Where did all the starships go?

https://www.datawrapper.de/blog/science-fiction-decline
121•speckx•4d ago•185 comments

Show HN: Look Ma, No Linux: Shell, App Installer, Vi, Cc on ESP32-S3 / BreezyBox

https://github.com/valdanylchuk/breezydemo
294•isitcontent•1d ago•39 comments
Open in hackernews

Which Humans? (2023)

https://osf.io/preprints/psyarxiv/5b26t_v1
45•surprisetalk•1mo ago

Comments

jdkee•1mo ago
As an aside: Last year a student of mine (we're at a U.S. college) told me that his teenage cousins back in Mongolia were all learning English in order to use ChatGPT.
croisillon•1mo ago
is it a steppe up?
MengerSponge•1mo ago
/usr/bin/humans, presumably
dwa3592•1mo ago
/usr/bin/human/weird, to be precise.
Timwi•1mo ago
Homo peculiaris
mncharity•1mo ago
Since the page didn't load for me several times, and the title is ambiguous, here's the Abstract: Large language models (LLMs) have recently made vast advances in both generating and analyzing textual data. Technical reports often compare LLMs’ outputs with “human” performance on various tests. Here, we ask, “Which humans?” Much of the existing literature largely ignores the fact that humans are a cultural species with substantial psychological diversity around the globe that is not fully captured by the textual data on which current LLMs have been trained. We show that LLMs’ responses to psychological measures are an outlier compared with large-scale cross-cultural data, and that their performance on cognitive psychological tasks most resembles that of people from Western, Educated, Industrialized, Rich, and Democratic (WEIRD) societies but declines rapidly as we move away from these populations (r = -.70). Ignoring cross-cultural diversity in both human and machine psychology raises numerous scientific and ethical issues. We close by discussing ways to mitigate the WEIRD bias in future generations of generative language models.
rokizero•1mo ago
This was submitted 30 months ago. Still interesting. I would be interested if this got 'worse' or 'better' with newer models.
andy99•1mo ago
2023, and using some kind of in-page pdf reader from 2002
wellthisisgreat•1mo ago
It’s 2025 today, Andy :)
Timwi•1mo ago
The website is from 2023.
didgetmaster•1mo ago
Surprise, Surprise. LLMs will respond according to the set of data that their model was trained on!
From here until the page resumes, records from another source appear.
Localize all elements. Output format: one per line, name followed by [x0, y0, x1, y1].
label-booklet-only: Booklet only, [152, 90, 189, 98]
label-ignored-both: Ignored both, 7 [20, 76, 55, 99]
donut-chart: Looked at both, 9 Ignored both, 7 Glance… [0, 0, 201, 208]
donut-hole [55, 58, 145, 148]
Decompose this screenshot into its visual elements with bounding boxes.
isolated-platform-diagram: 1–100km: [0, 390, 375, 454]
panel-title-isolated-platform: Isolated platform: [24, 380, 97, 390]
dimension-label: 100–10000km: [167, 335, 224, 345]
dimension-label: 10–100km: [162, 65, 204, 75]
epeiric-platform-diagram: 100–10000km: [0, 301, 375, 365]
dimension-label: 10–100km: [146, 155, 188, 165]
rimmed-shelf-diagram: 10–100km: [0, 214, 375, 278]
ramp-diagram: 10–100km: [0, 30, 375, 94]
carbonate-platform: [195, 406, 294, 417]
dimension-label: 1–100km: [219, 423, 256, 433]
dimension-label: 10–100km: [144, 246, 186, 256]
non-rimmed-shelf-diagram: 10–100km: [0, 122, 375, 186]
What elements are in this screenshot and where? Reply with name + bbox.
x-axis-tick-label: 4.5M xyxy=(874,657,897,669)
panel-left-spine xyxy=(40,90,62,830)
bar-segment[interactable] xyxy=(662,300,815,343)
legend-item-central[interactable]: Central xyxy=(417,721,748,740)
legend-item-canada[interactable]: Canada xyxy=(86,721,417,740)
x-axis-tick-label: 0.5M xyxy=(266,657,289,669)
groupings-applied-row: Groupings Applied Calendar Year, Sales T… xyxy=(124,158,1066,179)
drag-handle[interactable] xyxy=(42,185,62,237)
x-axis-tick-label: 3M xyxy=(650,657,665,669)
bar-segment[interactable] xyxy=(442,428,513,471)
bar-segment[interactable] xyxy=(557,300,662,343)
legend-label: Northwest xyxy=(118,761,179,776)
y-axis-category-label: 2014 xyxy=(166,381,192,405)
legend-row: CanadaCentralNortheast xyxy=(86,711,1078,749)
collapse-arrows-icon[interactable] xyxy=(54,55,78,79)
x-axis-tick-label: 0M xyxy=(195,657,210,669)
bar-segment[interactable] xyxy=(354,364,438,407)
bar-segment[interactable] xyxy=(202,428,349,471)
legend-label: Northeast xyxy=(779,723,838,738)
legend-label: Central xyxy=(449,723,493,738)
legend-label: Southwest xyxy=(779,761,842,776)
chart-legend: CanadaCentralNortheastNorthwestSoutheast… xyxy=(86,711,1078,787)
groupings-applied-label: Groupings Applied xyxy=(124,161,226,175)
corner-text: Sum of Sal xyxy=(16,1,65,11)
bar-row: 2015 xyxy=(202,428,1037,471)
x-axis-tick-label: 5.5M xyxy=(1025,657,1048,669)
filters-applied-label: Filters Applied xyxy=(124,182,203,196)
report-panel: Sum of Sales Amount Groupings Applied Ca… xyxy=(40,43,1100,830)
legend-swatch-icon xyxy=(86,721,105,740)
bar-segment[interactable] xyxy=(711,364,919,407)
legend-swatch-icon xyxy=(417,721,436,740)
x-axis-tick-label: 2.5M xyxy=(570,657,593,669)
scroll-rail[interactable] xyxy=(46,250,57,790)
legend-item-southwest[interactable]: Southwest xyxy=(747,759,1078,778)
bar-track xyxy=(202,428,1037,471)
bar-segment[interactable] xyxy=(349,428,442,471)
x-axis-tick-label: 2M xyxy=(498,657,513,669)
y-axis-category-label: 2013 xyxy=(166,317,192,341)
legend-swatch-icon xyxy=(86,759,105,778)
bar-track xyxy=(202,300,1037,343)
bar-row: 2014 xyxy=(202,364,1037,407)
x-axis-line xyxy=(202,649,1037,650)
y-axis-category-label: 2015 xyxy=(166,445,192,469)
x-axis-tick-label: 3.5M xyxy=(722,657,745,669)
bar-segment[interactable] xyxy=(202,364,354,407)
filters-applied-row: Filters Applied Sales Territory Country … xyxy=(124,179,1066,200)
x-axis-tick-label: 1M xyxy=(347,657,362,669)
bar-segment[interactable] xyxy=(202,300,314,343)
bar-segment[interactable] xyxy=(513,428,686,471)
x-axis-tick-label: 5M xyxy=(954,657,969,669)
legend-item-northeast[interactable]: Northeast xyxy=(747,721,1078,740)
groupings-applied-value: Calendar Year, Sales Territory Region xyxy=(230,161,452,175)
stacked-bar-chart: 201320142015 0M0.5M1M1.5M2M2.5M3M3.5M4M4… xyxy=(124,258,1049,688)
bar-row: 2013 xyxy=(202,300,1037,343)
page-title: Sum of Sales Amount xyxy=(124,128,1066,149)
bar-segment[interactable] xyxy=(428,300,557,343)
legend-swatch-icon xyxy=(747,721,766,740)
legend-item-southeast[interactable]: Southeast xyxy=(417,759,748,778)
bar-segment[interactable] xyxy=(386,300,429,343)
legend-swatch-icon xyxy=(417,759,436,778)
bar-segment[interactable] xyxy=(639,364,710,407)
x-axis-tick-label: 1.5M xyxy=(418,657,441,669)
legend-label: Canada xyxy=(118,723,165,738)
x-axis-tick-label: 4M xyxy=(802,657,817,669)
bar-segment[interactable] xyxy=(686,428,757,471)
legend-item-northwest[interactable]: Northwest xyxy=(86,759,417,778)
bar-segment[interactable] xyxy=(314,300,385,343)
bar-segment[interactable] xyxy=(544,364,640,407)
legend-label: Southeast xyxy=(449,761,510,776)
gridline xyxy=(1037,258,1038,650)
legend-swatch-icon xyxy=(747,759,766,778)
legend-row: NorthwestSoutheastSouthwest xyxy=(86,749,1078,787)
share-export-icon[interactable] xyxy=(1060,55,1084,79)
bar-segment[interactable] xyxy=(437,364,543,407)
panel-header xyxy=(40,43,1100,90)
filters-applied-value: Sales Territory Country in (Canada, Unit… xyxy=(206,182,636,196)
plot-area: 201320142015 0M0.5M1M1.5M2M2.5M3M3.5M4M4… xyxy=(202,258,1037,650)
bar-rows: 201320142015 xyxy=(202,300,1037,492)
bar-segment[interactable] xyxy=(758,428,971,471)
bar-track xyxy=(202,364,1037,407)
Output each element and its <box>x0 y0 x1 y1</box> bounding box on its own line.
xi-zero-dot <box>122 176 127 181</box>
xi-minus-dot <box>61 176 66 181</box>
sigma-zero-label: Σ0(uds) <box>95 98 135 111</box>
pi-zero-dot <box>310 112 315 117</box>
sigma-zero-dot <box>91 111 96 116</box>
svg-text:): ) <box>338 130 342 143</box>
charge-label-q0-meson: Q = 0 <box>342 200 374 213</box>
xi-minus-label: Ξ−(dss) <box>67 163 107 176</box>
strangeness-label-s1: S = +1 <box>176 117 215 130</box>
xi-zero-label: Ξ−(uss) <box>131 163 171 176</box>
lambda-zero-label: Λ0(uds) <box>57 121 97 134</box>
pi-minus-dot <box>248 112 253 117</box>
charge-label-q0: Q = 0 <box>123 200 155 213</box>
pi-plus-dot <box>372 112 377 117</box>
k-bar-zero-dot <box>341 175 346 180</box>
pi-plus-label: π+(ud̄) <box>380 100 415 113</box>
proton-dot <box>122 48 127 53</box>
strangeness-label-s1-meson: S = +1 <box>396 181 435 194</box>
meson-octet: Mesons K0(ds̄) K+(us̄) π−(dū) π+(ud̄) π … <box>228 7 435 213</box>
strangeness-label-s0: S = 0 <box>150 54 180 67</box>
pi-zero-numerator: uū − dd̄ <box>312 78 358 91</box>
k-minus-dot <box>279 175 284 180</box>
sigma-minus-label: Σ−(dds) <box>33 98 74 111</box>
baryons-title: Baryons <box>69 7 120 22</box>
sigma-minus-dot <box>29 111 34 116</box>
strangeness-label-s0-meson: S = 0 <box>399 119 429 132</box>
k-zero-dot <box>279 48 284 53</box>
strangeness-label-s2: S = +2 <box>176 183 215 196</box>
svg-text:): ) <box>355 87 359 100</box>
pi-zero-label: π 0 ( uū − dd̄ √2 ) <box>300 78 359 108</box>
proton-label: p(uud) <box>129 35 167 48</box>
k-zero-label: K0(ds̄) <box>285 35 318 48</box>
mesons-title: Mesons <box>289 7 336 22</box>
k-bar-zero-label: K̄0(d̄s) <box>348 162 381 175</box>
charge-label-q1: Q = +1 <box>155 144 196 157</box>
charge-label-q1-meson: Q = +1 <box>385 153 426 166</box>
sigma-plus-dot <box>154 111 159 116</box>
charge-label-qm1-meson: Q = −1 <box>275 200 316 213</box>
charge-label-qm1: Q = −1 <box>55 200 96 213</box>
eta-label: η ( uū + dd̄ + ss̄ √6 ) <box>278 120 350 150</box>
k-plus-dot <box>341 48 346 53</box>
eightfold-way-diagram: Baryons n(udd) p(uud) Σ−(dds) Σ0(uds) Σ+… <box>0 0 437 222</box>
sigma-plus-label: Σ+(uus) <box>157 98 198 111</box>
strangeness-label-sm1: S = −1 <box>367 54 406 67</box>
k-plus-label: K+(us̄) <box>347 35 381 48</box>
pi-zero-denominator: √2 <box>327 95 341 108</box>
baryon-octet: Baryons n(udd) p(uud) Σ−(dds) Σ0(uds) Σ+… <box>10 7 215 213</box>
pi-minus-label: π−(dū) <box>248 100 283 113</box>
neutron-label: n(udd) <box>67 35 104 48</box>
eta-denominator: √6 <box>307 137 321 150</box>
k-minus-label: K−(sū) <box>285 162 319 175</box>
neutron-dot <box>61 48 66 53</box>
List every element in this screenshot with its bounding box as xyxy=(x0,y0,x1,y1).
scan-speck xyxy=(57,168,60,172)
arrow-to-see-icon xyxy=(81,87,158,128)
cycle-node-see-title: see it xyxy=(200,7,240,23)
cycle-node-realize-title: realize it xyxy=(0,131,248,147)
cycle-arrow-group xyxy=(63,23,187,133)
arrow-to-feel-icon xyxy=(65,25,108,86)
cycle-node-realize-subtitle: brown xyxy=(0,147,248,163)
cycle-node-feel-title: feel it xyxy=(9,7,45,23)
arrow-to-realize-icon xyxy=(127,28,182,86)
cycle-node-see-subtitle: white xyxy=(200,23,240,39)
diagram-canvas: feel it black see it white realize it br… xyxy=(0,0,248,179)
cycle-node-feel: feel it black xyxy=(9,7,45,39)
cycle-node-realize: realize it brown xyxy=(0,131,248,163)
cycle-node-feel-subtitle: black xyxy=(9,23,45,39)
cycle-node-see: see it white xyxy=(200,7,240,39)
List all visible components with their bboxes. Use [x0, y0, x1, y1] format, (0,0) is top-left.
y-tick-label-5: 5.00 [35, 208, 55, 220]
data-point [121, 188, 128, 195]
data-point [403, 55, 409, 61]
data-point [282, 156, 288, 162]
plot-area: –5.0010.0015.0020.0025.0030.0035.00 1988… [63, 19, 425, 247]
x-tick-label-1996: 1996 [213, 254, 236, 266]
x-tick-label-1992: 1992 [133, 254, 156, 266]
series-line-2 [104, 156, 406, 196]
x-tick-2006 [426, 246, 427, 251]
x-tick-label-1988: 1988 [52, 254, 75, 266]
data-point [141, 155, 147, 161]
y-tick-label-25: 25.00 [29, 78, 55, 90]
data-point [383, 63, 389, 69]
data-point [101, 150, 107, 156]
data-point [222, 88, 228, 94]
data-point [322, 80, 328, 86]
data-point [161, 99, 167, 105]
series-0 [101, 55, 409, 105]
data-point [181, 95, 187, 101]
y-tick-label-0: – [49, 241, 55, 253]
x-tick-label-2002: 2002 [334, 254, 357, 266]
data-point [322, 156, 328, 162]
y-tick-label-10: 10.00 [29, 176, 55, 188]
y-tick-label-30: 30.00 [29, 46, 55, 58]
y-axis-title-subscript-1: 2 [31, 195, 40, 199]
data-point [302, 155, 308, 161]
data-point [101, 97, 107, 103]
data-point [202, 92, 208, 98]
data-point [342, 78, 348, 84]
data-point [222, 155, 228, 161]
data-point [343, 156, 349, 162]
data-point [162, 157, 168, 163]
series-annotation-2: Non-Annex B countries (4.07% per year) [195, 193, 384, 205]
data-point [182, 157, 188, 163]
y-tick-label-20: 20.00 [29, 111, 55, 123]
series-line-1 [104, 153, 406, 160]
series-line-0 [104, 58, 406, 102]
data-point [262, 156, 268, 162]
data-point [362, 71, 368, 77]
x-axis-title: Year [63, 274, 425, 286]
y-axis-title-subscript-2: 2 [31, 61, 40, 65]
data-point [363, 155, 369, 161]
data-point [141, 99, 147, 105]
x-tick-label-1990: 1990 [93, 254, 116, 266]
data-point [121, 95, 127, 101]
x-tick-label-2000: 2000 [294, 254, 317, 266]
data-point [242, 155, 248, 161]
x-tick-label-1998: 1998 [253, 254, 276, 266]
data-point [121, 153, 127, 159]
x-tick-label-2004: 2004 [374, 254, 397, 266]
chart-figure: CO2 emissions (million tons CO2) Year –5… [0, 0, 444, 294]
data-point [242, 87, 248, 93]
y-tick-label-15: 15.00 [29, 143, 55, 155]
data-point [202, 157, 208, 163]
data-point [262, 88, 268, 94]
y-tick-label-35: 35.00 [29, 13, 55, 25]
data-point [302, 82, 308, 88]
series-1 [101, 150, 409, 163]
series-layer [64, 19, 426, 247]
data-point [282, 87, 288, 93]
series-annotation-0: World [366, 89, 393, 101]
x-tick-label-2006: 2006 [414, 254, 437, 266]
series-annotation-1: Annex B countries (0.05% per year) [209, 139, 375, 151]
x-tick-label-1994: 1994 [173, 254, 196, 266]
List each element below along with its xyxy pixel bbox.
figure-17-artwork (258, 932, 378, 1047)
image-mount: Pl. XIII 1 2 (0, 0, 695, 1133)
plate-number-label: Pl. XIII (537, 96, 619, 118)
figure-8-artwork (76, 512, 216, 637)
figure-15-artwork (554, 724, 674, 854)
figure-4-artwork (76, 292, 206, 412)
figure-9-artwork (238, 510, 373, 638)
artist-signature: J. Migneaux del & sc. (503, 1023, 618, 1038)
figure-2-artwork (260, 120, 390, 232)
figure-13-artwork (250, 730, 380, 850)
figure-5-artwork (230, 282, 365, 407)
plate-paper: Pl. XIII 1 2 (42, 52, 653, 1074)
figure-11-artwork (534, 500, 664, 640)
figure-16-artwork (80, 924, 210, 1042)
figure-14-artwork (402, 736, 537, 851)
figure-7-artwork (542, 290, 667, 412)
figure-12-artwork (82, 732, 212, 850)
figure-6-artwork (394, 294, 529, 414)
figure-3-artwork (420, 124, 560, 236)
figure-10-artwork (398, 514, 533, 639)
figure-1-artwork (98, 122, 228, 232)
While just about every LLM is trained on data that far surpasses the output of just one person, or even a decent sized group; it will still reflect the average sentiment of the corpus of data fed into it.

If the bulk of the training data was scraped from websites created in 'WEIRD' countries, then it's responses will largely mimic their culture.

cathyreisenwitz•1mo ago
I wonder whether it might be useful to the continued existence of humanity to correct for the individualism bias in WEIRD countries with some collectivism
levocardia•1mo ago
I think it is mostly a good thing that LLMs have "WEIRD" values. We are at a very fortuitous point in history, where the modal position in extant written text is classically liberal and believes in respecting human rights. Virtually no other point in history would be that way, and a true modal position among values and moral beliefs held among all 8 billion people currently alive on earth -- much less the modal position among all ~100 billion humans ever -- would, I'd hazard to guess, not be a very nice place to end up.
g8oz•1mo ago
The extant text also encodes Western hypocrisies and blind spots.
daymanstep•1mo ago
If you go back 200 years, you'll be smack bang in the middle of the Enlightenment with thinkers like Kant and Jeremy Bentham.

You could argue that if you trained LLMs on only texts from that time period, you would get something even more "classically liberal" or human-rights-respecting

rexpop•1mo ago
You're foolishly myopic if you think your ideology coincides with the global historical best. Have a little humility and consider that there are concepts you haven't even heard of that might be better.
buildsjets•1mo ago
Denisovans, clearly.
OrionNox•1mo ago
They deliberately picked "weird". That tells you enought about their ideological position and bias.